Navtej Singh, 30, the store's owner, was shot in the chest during the robbery on Saturday and died on Monday in hospital.

The three robbers and a getaway driver are still being sought by police, although detectives believe someone must recognise them from the security camera video.
            
The shooting has shocked the community and Manurewa shopkeepers say they feel like targets for robbers.

Twenty five detectives are working on the case.

They want to speak to a man who stole from the liquor store moments after its owner was shot.
As Singh lay fatally injured on the floor, a man walked in and stole a box of alcopops. 
 
Police also want to speak to four young women who entered the shop after the shooting and were seen leaving in a blue sedan.

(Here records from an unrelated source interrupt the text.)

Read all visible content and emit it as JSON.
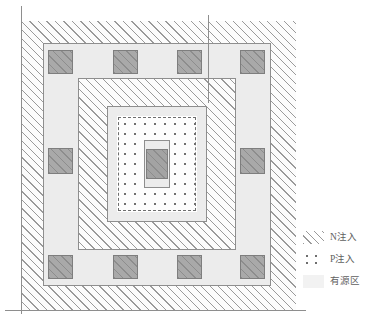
{
  "diagram": {
    "colors": {
      "line": "#8e8e8e",
      "hatch": "#9a9a9a",
      "dot": "#6e6e6e",
      "contact_fill": "#a9a9a9",
      "active_fill": "#ececec",
      "background": "#ffffff"
    },
    "regions": [
      {
        "id": "n-implant-outer",
        "layer": "N注入",
        "fill": "diagonal-hatch"
      },
      {
        "id": "active-ring-outer",
        "layer": "有源区",
        "fill": "solid-light"
      },
      {
        "id": "n-implant-mid",
        "layer": "N注入",
        "fill": "diagonal-hatch"
      },
      {
        "id": "active-ring-inner",
        "layer": "有源区",
        "fill": "solid-light"
      },
      {
        "id": "p-implant-core",
        "layer": "P注入",
        "fill": "dot-array"
      },
      {
        "id": "gate-stack",
        "layer": "有源区",
        "fill": "solid-dark"
      }
    ],
    "contacts": {
      "label": "contact",
      "top_row": 4,
      "bottom_row": 4,
      "left_column": 2,
      "right_column": 2,
      "total": 12
    }
  },
  "legend": {
    "name": "legend",
    "items": [
      {
        "swatch": "diagonal-hatch-swatch",
        "label": "N注入"
      },
      {
        "swatch": "dot-array-swatch",
        "label": "P注入"
      },
      {
        "swatch": "solid-light-swatch",
        "label": "有源区"
      }
    ]
  }
}
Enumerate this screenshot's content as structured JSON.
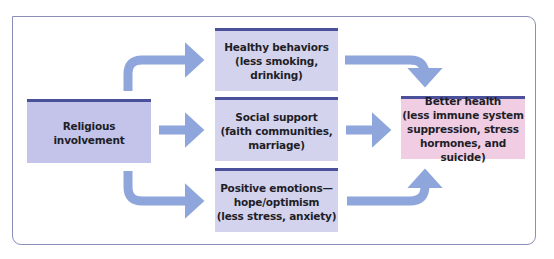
{
  "diagram": {
    "type": "flowchart",
    "source_node": {
      "label": "Religious involvement"
    },
    "mediators": [
      {
        "label": "Healthy behaviors\n(less smoking, drinking)"
      },
      {
        "label": "Social support\n(faith communities,\nmarriage)"
      },
      {
        "label": "Positive emotions—\nhope/optimism\n(less stress, anxiety)"
      }
    ],
    "outcome_node": {
      "label": "Better health\n(less immune system\nsuppression, stress\nhormones, and suicide)"
    },
    "edges": [
      {
        "from": "Religious involvement",
        "to": "Healthy behaviors"
      },
      {
        "from": "Religious involvement",
        "to": "Social support"
      },
      {
        "from": "Religious involvement",
        "to": "Positive emotions"
      },
      {
        "from": "Healthy behaviors",
        "to": "Better health"
      },
      {
        "from": "Social support",
        "to": "Better health"
      },
      {
        "from": "Positive emotions",
        "to": "Better health"
      }
    ],
    "colors": {
      "source_fill": "#c4c4ea",
      "mediator_fill": "#d4d3ee",
      "outcome_fill": "#f0cde2",
      "box_top_rule": "#4a5099",
      "arrow": "#8ea6dc",
      "frame_border": "#8a8fb8"
    }
  }
}
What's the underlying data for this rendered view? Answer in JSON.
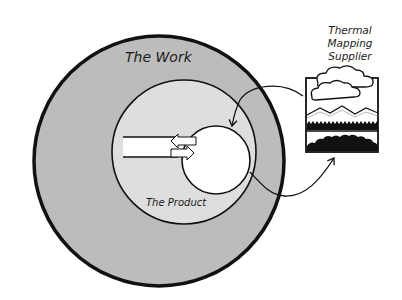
{
  "diagram": {
    "outer_circle": {
      "label": "The Work",
      "fill": "#bcbcbc",
      "stroke": "#111111"
    },
    "inner_circle": {
      "label": "The Product",
      "fill": "#dedede",
      "stroke": "#111111"
    },
    "core_circle": {
      "fill": "#ffffff",
      "stroke": "#111111"
    },
    "supplier": {
      "label_lines": [
        "Thermal",
        "Mapping",
        "Supplier"
      ],
      "icon": "thermal-map-landscape-icon"
    },
    "connections": [
      {
        "from": "supplier",
        "to": "core_circle",
        "direction": "inbound"
      },
      {
        "from": "core_circle",
        "to": "supplier",
        "direction": "outbound"
      }
    ],
    "channel": {
      "description": "data flow channel into product core with two-way arrows"
    }
  }
}
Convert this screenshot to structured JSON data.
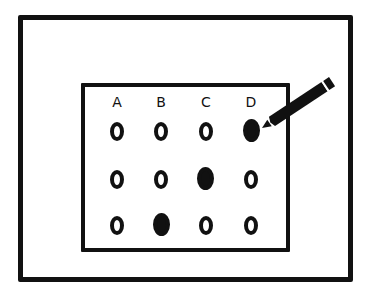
{
  "figure": {
    "colors": {
      "ink": "#111111",
      "paper": "#ffffff"
    },
    "columns": [
      "A",
      "B",
      "C",
      "D"
    ],
    "rows": [
      {
        "index": 1,
        "filled": "D"
      },
      {
        "index": 2,
        "filled": "C"
      },
      {
        "index": 3,
        "filled": "B"
      }
    ],
    "icon": "pencil-icon"
  }
}
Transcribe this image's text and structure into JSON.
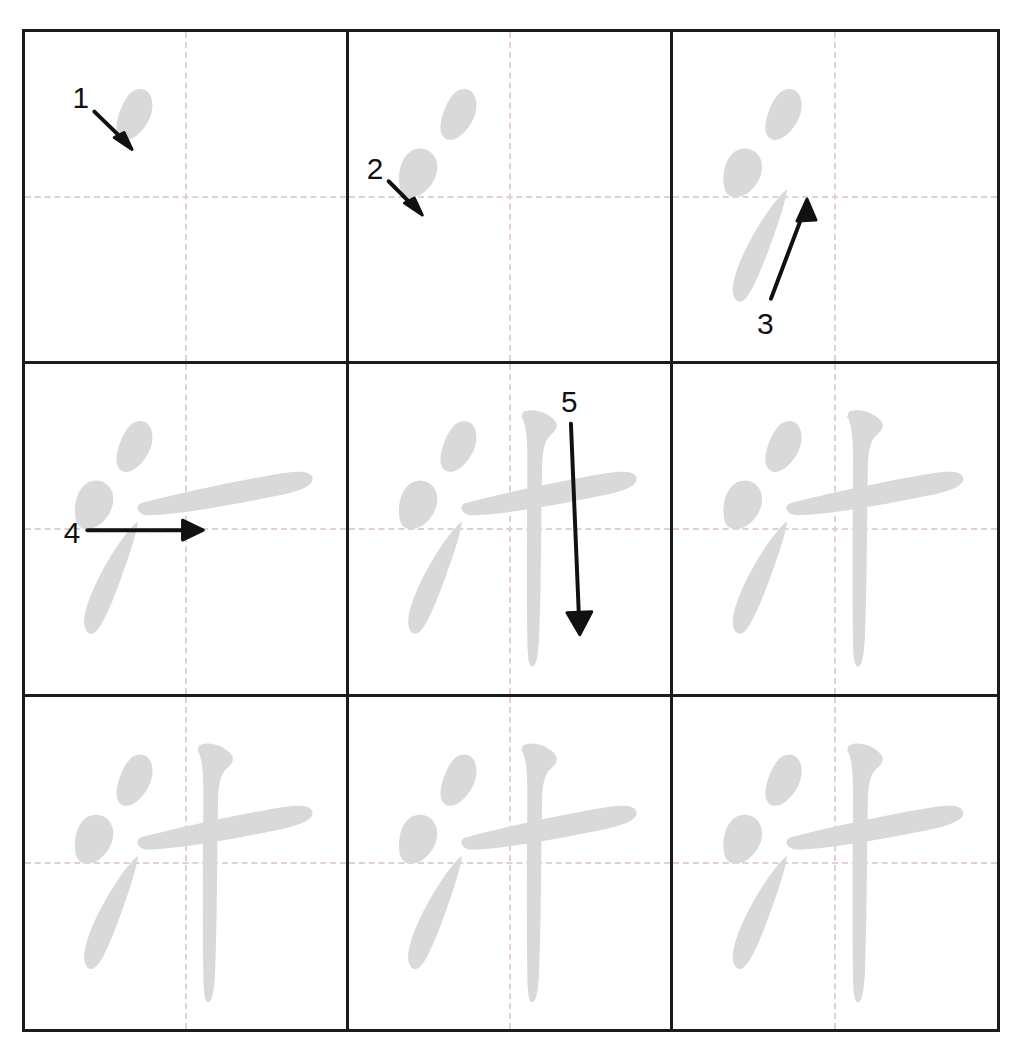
{
  "worksheet": {
    "title": "Chinese character stroke order practice grid",
    "character": "汁",
    "total_strokes": 5,
    "grid_rows": 3,
    "grid_columns": 3,
    "cell_count": 9,
    "colors": {
      "page_background": "#ffffff",
      "grid_border": "#1c1c1c",
      "guide_line": "#e2cfd1",
      "stroke_fill": "#d9d9d9",
      "annotation": "#111111"
    }
  },
  "cells": [
    {
      "index": 1,
      "position": "row1-col1",
      "strokes_shown": 1,
      "annotation": {
        "label": "1",
        "kind": "arrow",
        "direction": "down-right",
        "stroke_name": "dian"
      }
    },
    {
      "index": 2,
      "position": "row1-col2",
      "strokes_shown": 2,
      "annotation": {
        "label": "2",
        "kind": "arrow",
        "direction": "down-right",
        "stroke_name": "dian"
      }
    },
    {
      "index": 3,
      "position": "row1-col3",
      "strokes_shown": 3,
      "annotation": {
        "label": "3",
        "kind": "arrow",
        "direction": "up-right",
        "stroke_name": "tiao"
      }
    },
    {
      "index": 4,
      "position": "row2-col1",
      "strokes_shown": 4,
      "annotation": {
        "label": "4",
        "kind": "arrow",
        "direction": "right",
        "stroke_name": "heng"
      }
    },
    {
      "index": 5,
      "position": "row2-col2",
      "strokes_shown": 5,
      "annotation": {
        "label": "5",
        "kind": "arrow",
        "direction": "down",
        "stroke_name": "shu"
      }
    },
    {
      "index": 6,
      "position": "row2-col3",
      "strokes_shown": 5,
      "annotation": null
    },
    {
      "index": 7,
      "position": "row3-col1",
      "strokes_shown": 5,
      "annotation": null
    },
    {
      "index": 8,
      "position": "row3-col2",
      "strokes_shown": 5,
      "annotation": null
    },
    {
      "index": 9,
      "position": "row3-col3",
      "strokes_shown": 5,
      "annotation": null
    }
  ],
  "stroke_labels": {
    "s1": "1",
    "s2": "2",
    "s3": "3",
    "s4": "4",
    "s5": "5"
  }
}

Police say the girls were dressed for a night out.

And police believe there are people who know the robbers involved and they're urging them to come forward.

Detective inspector Jim Gallagher says members of the public and those close to the offenders will recognise them immediately when they see the CCTV footage.

He says by now these people will know exactly what they have done because after they left the shop they sped off and probably returned to an address to celebrate what they had achieved.

The police are also defending their handling of the fatal shooting following criticism the victim didn't get medical treatment soon enough.
 
Ambulance staff at the scene were held back by police making sure the gunmen had left the scene and it took more than half an hour for ambulance staff to reach the victim.

Police say they could not have let paramedics in any earlier.

Meanwhile, one of New Zealand's leading forensic psychiatrists has analysed the security footage.
 
Dr Sandy Simpson, Director of Auckland's Mason Clinic, says these type of offences are usually fuelled by drugs, particularly pure methamphetamine.